Local councillor Rachel Chernos Lin said the collaboration between city agencies and support groups has been “truly exceptional” as they help residents.

“People are living in a bit of the unknown and waiting for updates, but they’re getting lots of communication,” she told Metro Morning Monday.

“It is unusual. If you were to walk by the building, you wouldn’t know anything is amiss, except the fact that there’s a command station outside,” Chernos Lin said of the fire, which isn’t producing visible flames. “Obviously, [residents] didn’t necessarily expect that this would go on for days, because it’s not the normal trajectory that we think about when we think of a fire.”

Accessing fire a challenge, says fire chief

Speaking to reporters Monday afternoon, Toronto Fire Chief Jim Jessop said crews had located the problem that’s kept the fire burning for days — they just have to figure out a way to get to it.

The material that is burning is “combustible particle board that was placed between an expansion joint” between the two buildings, Jessop said.

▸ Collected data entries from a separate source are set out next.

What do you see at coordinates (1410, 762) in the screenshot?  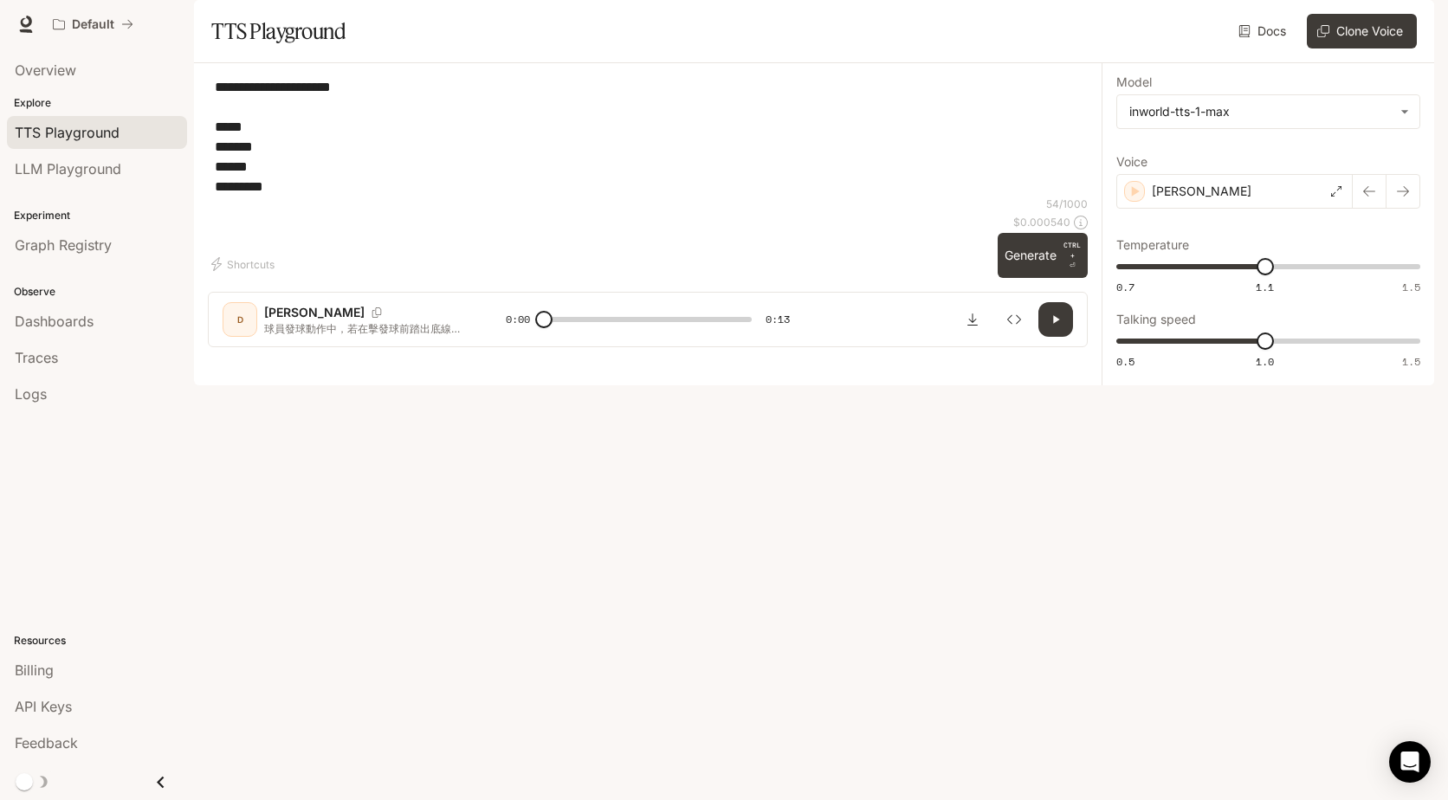 I see `div: Open Intercom Messenger` at bounding box center [1410, 762].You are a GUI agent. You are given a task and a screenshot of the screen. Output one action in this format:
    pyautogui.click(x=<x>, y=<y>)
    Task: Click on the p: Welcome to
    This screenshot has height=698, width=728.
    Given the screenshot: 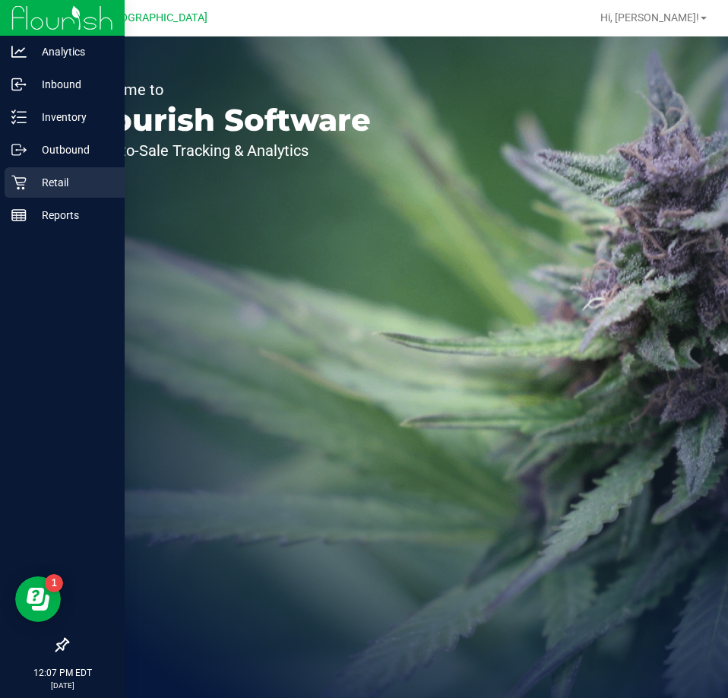 What is the action you would take?
    pyautogui.click(x=227, y=90)
    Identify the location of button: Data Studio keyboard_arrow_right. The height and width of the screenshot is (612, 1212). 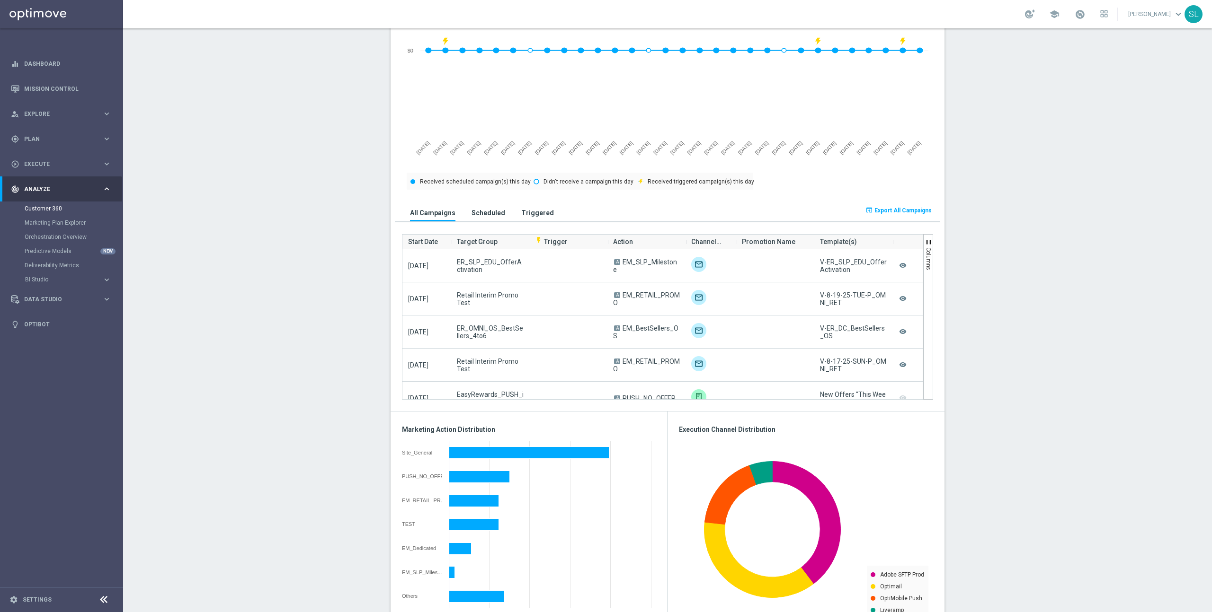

The material isn’t producing flames and there’s currently no danger of structural damage, he said, but it needs to be put out before people can move back in.

“Think of a cigar that is burning slowly,” he said. “Getting to this is next to impossible for our crews. And we have been trying everything.”

Toronto Fire Chief Jim Jessop says the fire is currently burning a ‘combustible particle board’ that crews are having extreme difficulty accessing. (CBC)

Crews continue to work around the clock as Toronto Fire consults with engineers to find a way to get to the burning material, he said, adding he hadn’t seen a fire like this in his roughly 30-year career.

Toronto Fire is also working on a plan to move people back into the building as soon as possible, so when the fire is out, there will be minimal delay for residents, Jessop said. But he said that will be a minimum of 24 hours after the fire is extinguished.

“I want to thank the residents for their patience,” he said. “I can’t imagine what it would be like to be dislocated and moved from your home in the middle of the night … especially during this time of year.”

Jessop said the cause of the fire is still under investigation.